In part it's because we sat through Meyerbeer's Les Huguenots last Sunday watching Leon Botstein slog his way through four hours of conducting, while we were thinking about this question.
But mainly it's just that these articles by Warren Boroson are so thorough and critical in exploring the question in Teaneck's Jewish Standard, namely, Should Bard's Leon Botstein celebrate the antiSemite Richard Wagner?
Boroson has done some impressive research on Wagner and spent some face time with Botstein. He put together an impressive exploration of the evil man Wagner, the energetic conductor Botstein, and the odd decision one Jew made made to celebrate the Jew hater par excellence of the Western music.
Botstein has made a bad choice and it bothers us.
His music festival at Bard is a public community event which should under no circumstances valorize a rabid antiSemite. Period.
More troubling though is what Botstein says in defense of Wagner about the coincidence of creative genius and aberrant behavior. He makes some sweeping generalizations that we have often heard, and even uttered ourselves in some contexts of our youth.
Towards to beginning of our teaching career, in a large lecture class, we once said something like what Botstein espouses, along the lines that creativity and kookiness go together.

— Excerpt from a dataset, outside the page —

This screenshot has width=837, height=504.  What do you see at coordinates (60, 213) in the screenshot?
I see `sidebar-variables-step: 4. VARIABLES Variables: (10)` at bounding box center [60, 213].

We got an immediate, strong, palpable unspoken reaction from our students. They told us without saying a word, through their quizzical looks, their body language and their breathing, that what we had said to the class was more than factually wrong.

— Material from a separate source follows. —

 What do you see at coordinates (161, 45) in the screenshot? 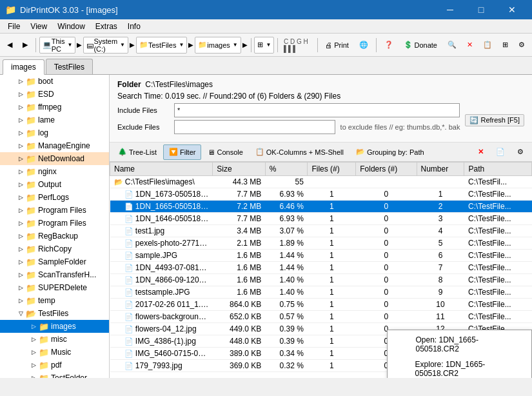
I see `testfiles-dropdown: 📁 TestFiles ▼` at bounding box center [161, 45].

It was insulting to all creative artists and performers. Since that day, we never made that mistake again.
Botstein, saying more explicit words to the same effect in his newspaper interview and in his lectures, has chosen to insult his artistic colleagues, known and unknown, by his nonsensical general statements about their personalities, spoken as some kind of bizarre defense of Richard Wagner.

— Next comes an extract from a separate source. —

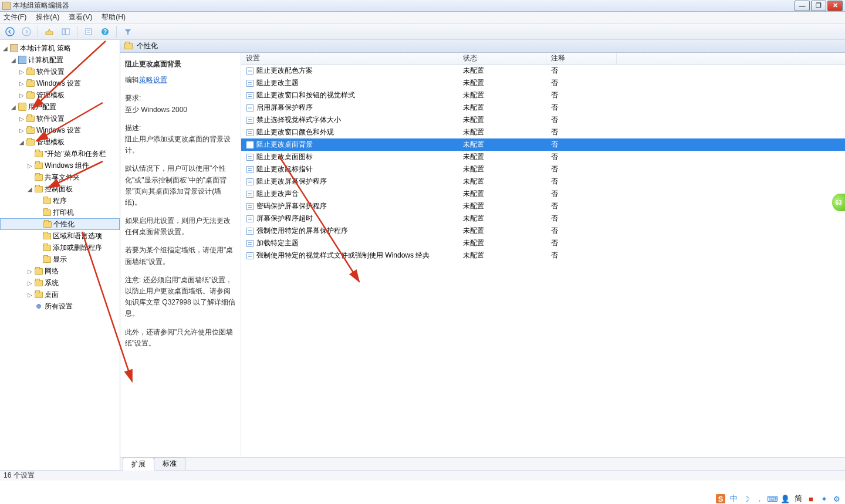 The image size is (845, 504). What do you see at coordinates (772, 499) in the screenshot?
I see `tray-keyboard-icon: ⌨` at bounding box center [772, 499].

And he has chosen to insult his Jewish neighbors by deliberately producing Wagner's work. There is no excuse for this behavior. It is wrong.
We ask him to stop. It is not too late to cancel Wagner at Bard.
Here are the links to the must read stories from Warren Boroson and the cover story from the Jewish Standard:
Richard Wagner: The devil who had good tunes
Warren Boroson • Cover Story
Composer Richard Wagner’s feelings about Jews were summarized in his statement that “I hold the Jewish race to be the born enemy of pure humanity and everything noble in it.”
His virulent anti-Semitism poses a painful problem for music-lovers and particularly for Jews. He was not only a despicable human being but a great artist, and we want to believe that all geniuses are decent human beings — kind, generous, fair, selfless, and modest....
Richard Wagner was not a Nazi per se, but he was certainly part of the platform of German Antisemitism in the nineteenth century that enabled the rise of Nazi Germany. Historically, the emergence of European Romanticism in that period led to a number of racial, antisemitic, and nationalistic aberrations that have been glossed over by history. The Dreyfus affair in France being one of them. And the anti Jewish and anti socialist Catholic revivals (spear headed by Popes Pius XI and Pius XII) being another.
ReplyDeleteYou are right, the artistic expressions of this movement are no cause for celebration.